A few years later the family moved to Miami where his dad started the region’s first chapter of a national recreational soccer organization. Fraser called it “incredibly thoughtful and kind of him to do that. And then he coached me and I made his life miserable for about two years because I was the precocious kid who thought I knew everything. But it certainly set me on a path of playing.”

Later he got recruited to play at Florida International University, but only “because my best friend wanted to go to FIU. And, this was a coach's insurance policy to get him. That's how sought after I was.”

But Fraser discovered the passion and dedication it would take to succeed. He soon became a star and later joined the pool of players vying for a spot in the U.S. Men’s National Team.

Fast forward to 2022 and Fraser is leading a team competing for the MLS title and as part of a small fraternity of black head coaches.
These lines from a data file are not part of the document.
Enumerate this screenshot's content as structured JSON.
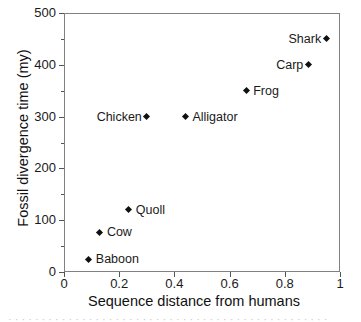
{
  "chart_data": {
    "type": "scatter",
    "title": "",
    "xlabel": "Sequence distance from humans",
    "ylabel": "Fossil divergence time (my)",
    "xlim": [
      0,
      1
    ],
    "ylim": [
      0,
      500
    ],
    "grid": false,
    "legend": "none",
    "marker": "diamond",
    "marker_color": "#101010",
    "xticks": [
      "0",
      "0.2",
      "0.4",
      "0.6",
      "0.8",
      "1"
    ],
    "xtick_values": [
      0,
      0.2,
      0.4,
      0.6,
      0.8,
      1
    ],
    "yticks": [
      "0",
      "100",
      "200",
      "300",
      "400",
      "500"
    ],
    "ytick_values": [
      0,
      100,
      200,
      300,
      400,
      500
    ],
    "yminor_values": [
      50,
      150,
      250,
      350,
      450
    ],
    "points": [
      {
        "label": "Shark",
        "x": 0.95,
        "y": 450,
        "label_side": "left"
      },
      {
        "label": "Carp",
        "x": 0.885,
        "y": 400,
        "label_side": "left"
      },
      {
        "label": "Frog",
        "x": 0.66,
        "y": 350,
        "label_side": "right"
      },
      {
        "label": "Alligator",
        "x": 0.44,
        "y": 300,
        "label_side": "right"
      },
      {
        "label": "Chicken",
        "x": 0.3,
        "y": 300,
        "label_side": "left"
      },
      {
        "label": "Quoll",
        "x": 0.235,
        "y": 120,
        "label_side": "right"
      },
      {
        "label": "Cow",
        "x": 0.13,
        "y": 77,
        "label_side": "right"
      },
      {
        "label": "Baboon",
        "x": 0.09,
        "y": 25,
        "label_side": "right"
      }
    ]
  },
  "caption_remnant": "· · · · · · · · · · · · · · · · · · · · · · · · · · · · · · · · · · · · · · · · · · · · · · · ·"
}
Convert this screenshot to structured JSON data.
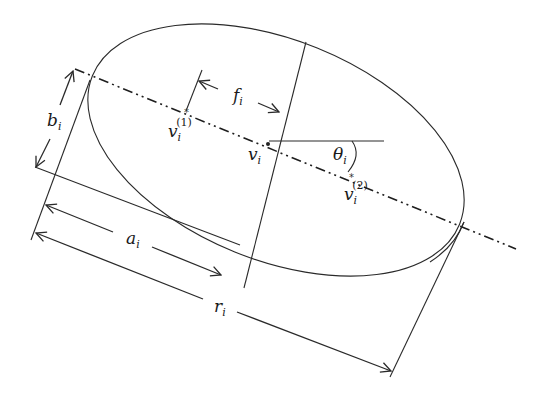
{
  "diagram": {
    "labels": {
      "b": {
        "base": "b",
        "sub": "i"
      },
      "f": {
        "base": "f",
        "sub": "i"
      },
      "v1": {
        "base": "v",
        "sub": "i",
        "sup": "(1)"
      },
      "v": {
        "base": "v",
        "sub": "i"
      },
      "theta": {
        "base": "θ",
        "sub": "i"
      },
      "v2": {
        "base": "v",
        "sub": "i",
        "sup": "(2)"
      },
      "a": {
        "base": "a",
        "sub": "i"
      },
      "r": {
        "base": "r",
        "sub": "i"
      }
    },
    "colors": {
      "line": "#2a2a2a",
      "background": "#ffffff"
    }
  }
}
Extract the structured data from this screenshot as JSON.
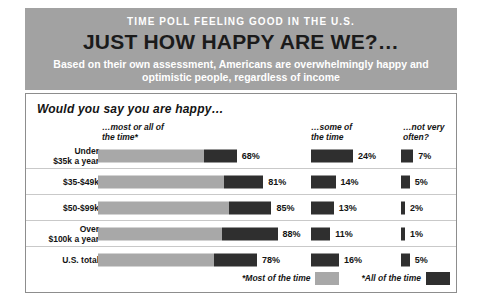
{
  "header": {
    "kicker": "TIME POLL FEELING GOOD IN THE U.S.",
    "headline": "JUST HOW HAPPY ARE WE?…",
    "subhead": "Based on their own assessment, Americans are overwhelmingly happy and optimistic people, regardless of income",
    "background_color": "#a2a2a2",
    "kicker_color": "#ffffff",
    "headline_color": "#1b1b1b"
  },
  "panel": {
    "question": "Would you say you are happy…",
    "border_color": "#8d8d8d"
  },
  "legend": {
    "items": [
      {
        "label": "*Most of the time",
        "color": "#a8a8a8"
      },
      {
        "label": "*All of the time",
        "color": "#2f2f2f"
      }
    ]
  },
  "chart_data": {
    "type": "bar",
    "title": "JUST HOW HAPPY ARE WE?…",
    "subtitle": "Based on their own assessment, Americans are overwhelmingly happy and optimistic people, regardless of income",
    "xlabel": "",
    "ylabel": "",
    "grid": false,
    "legend_position": "bottom-right",
    "categories": [
      "Under\n$35k a year",
      "$35-$49k",
      "$50-$99k",
      "Over\n$100k a year",
      "U.S. total"
    ],
    "column_headers": [
      "…most or all of\nthe time*",
      "…some of\nthe time",
      "…not very\noften?"
    ],
    "series": [
      {
        "name": "…most or all of the time*",
        "values": [
          68,
          81,
          85,
          88,
          78
        ],
        "labels": [
          "68%",
          "81%",
          "85%",
          "88%",
          "78%"
        ],
        "stacked_parts": [
          {
            "name": "*Most of the time",
            "color": "#a8a8a8",
            "values": [
              52,
              62,
              64,
              61,
              57
            ]
          },
          {
            "name": "*All of the time",
            "color": "#2f2f2f",
            "values": [
              16,
              19,
              21,
              27,
              21
            ]
          }
        ]
      },
      {
        "name": "…some of the time",
        "values": [
          24,
          14,
          13,
          11,
          16
        ],
        "labels": [
          "24%",
          "14%",
          "13%",
          "11%",
          "16%"
        ],
        "color": "#2f2f2f"
      },
      {
        "name": "…not very often?",
        "values": [
          7,
          5,
          2,
          1,
          5
        ],
        "labels": [
          "7%",
          "5%",
          "2%",
          "1%",
          "5%"
        ],
        "color": "#2f2f2f"
      }
    ]
  }
}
“If you're a black coach who has aspirations to go to higher levels, one of the biggest things is I think, where society is today, the attention that's being cast on this, now there are going to be opportunities available. And the biggest thing you can do is really dive deep into your craft and become very proficient at what it is you do,” he said, noting a coach must understand formations, tactics, systems, the fundamentals. 

Fraser said he’s been interviewed for a number of jobs, over many years.

“At times I felt like it was about filling a quota and I could have been turned off and not taking the interviews,” he said. “But for me, it was an opportunity to work on the craft of delivering my vision.”

As a result he got better and better at presenting and “eventually I ended up getting the job. So the key for me is to be prepared, be prepared and certainly sniff out every every opportunity that you can.”